Its an interestingly difficult question to answer, who would have known ahead of time that you could bring down a skyscraper with a guided gigantic fuel bomb.
I looked up and found this:
In 1993, John Skilling, lead structural engineer for the WTC, recalled doing the analysis, and remarked, "Our analysis indicated the biggest problem would be the fact that all the fuel (from the airplane) would dump into the building. There would be a horrendous fire. A lot of people would be killed," he said. "The building structure would still be there."[11]
On the other hand, on 9/11/01 being interviewed by Peter Jennings (start listening 1:40 into this) Guiliani says he was told minutes before the collapse that the building would collapse. Considering how obvious in retrospect it is, there could well have been engineers looking at the fire and what else was going on who realized the steel was softening and that the building could not possibly stand with a fire of that intensity and duration inside it.
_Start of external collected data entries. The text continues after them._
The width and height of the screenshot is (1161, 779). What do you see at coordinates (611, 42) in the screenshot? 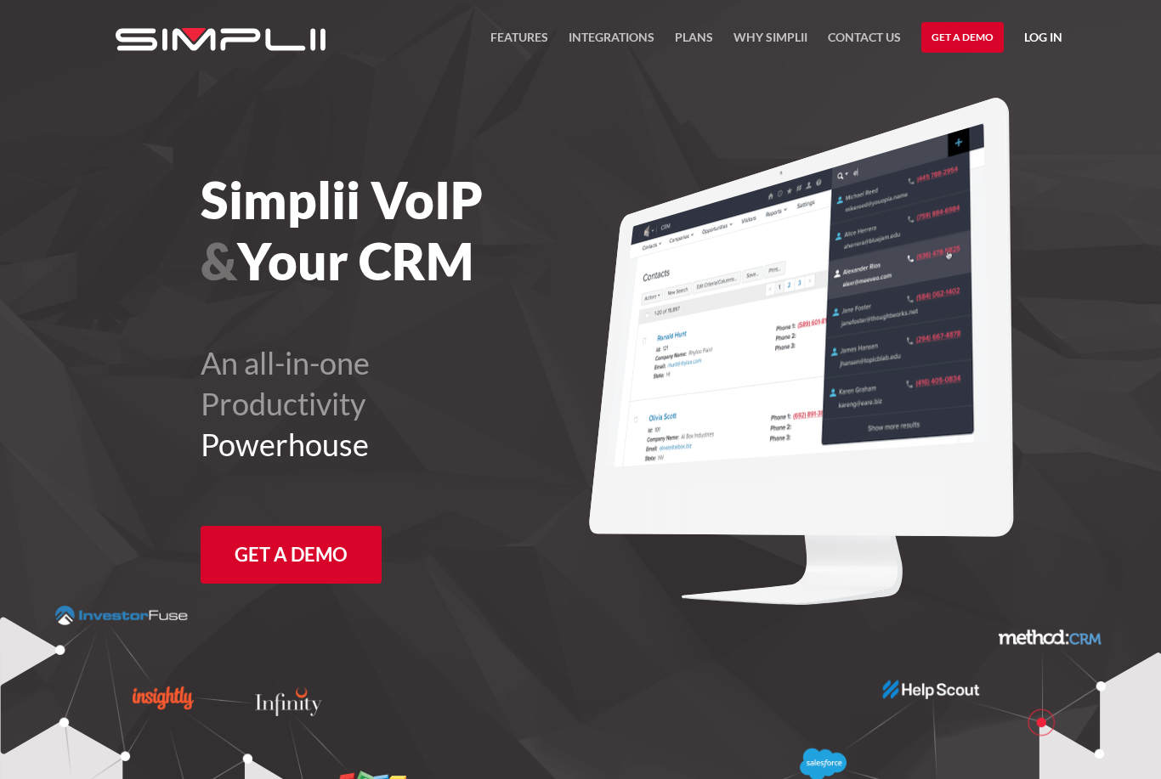
I see `a: Integrations` at bounding box center [611, 42].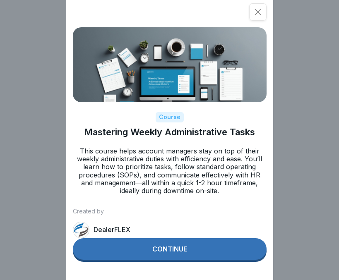  I want to click on div: Continue, so click(170, 249).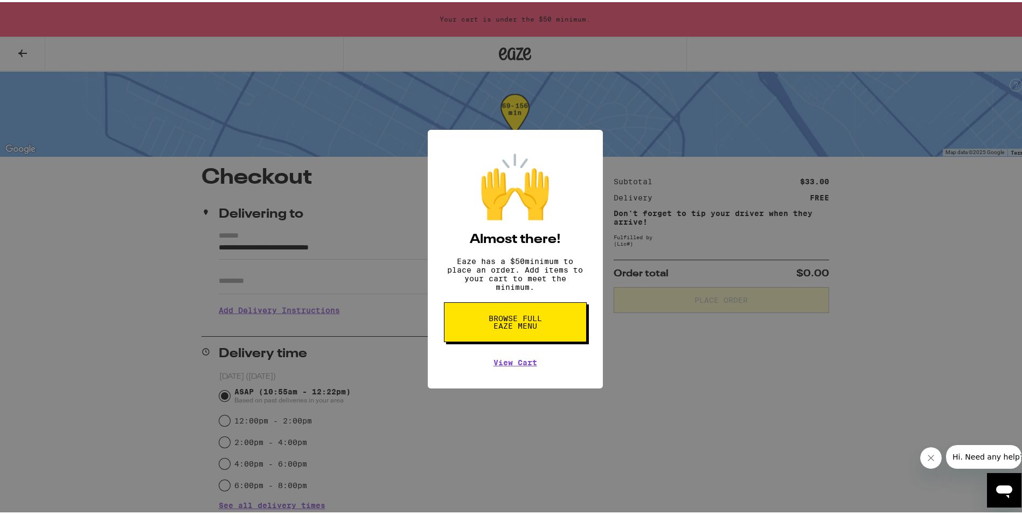  What do you see at coordinates (515, 238) in the screenshot?
I see `h2: Almost there!` at bounding box center [515, 238].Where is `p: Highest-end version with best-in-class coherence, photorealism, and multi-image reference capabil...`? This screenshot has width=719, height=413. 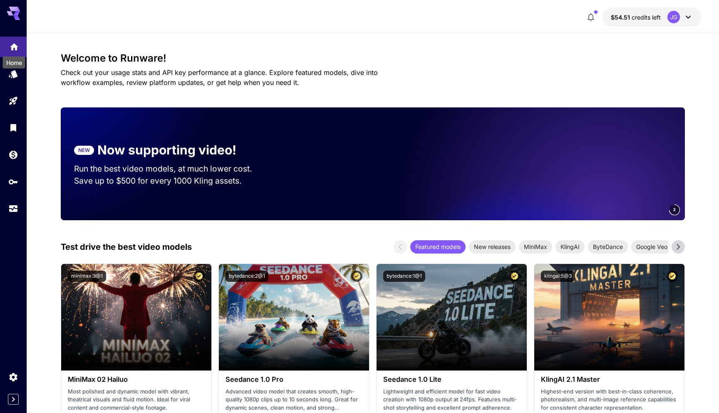 p: Highest-end version with best-in-class coherence, photorealism, and multi-image reference capabil... is located at coordinates (609, 399).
But finally, we have Bin Laden himself. Transcript of a translation from videotape:
BIN LADEN: (...Inaudible...) we calculated in advance the number of casualties from the enemy, who would be killed based on the position of the tower. We calculated that the floors that would be hit would be three or four floors. I was the most optimistic of them all. (...Inaudible...) due to my experience in this field, I was thinking that the fire from the gas in the plane would melt the iron structure of the building and collapse the area where the plane hit and all the floors above it only. This is all that we had hoped for.
Nice job! Thanks.
Guiliani says he was told minutes before the collapse that the building would collapse
From youtube autotranscript, [ed. ] by me:
...I went down to the scene and we set up headquarters 75 Barclay Street which was
1:44right there with the police commissioner the fire commissioner (they had [ed. the head of]) emergency
1:47management
1:48and we're operating out of there when we were told that
1:51the World Trade Center was gonna collapse and it (it collapsed [ed. did collapse]).
1:54before we can actually get out of the building so we were trap
Edit: The purpose of this question is not to make the world worse, but to see whether we actually have concrete ideas of what would, and my guess is that most of us don't, not in a really concrete way. From the downvotes I'm wondering if everyone else is thinking way darker directions than I am. If so please share.
There is a lot of discussion here about effective altruism. Organizations like GiveWell with donations, using criterion like quality-life-years-saved-per-dollar. People distinguish warm-and-fuzzy giving from the most effective use of dollars from various utilitarian perspectives.
But I want to ask a different question: What would effective anti-altruism be?
To make it more concrete:
I am an eccentric multimillionaire, proposing a contest to all of you, who will for the purposes of this exercise play greedy and callous, yet honest and efficient, contest entrants.
Whoever can propose the most negative possible use for my money, in the sense that it causes the greatest amount of global misery, (feel free to argue for your own interpretation of the details of what this means) will receive $1 million to carry out his or her proposal and $1 million to keep for him or herself to with as desired.
A few rules:
1) Everything must be 100% legal in whatever jurisdiction you propose. Edit: People had trouble with the old phrasing, so I'll add that it should not only be legal in the letter of the law, but also in some reasonable interpretation of the spirit of the law.
1a) In fact, I encourage you to think of things that aren't merely legal but that would also be legal under whatever your favorite hypothetical laws are. Maybe that means non-coercive, non-violent, or something else in that vein.
2) This money may be used as seed funding for a non-profit or for-profit anti-altruistic venture, but I will take into account both the risk and the marginal impact of only the first million dollars.
3) Risk and plausibility are factors just as they would be in any investment for effective altruism
4) If you're going to propose that you keep and embezzle the first million dollars, you should have an extremely good justification for why such a mundane plan would match my standards for anti-altruism.
I hope this pushes you all to think of truly anti-altruistic means of spending this money. I think you may find that effective anti-altruism is a good deal harder than you'd believe.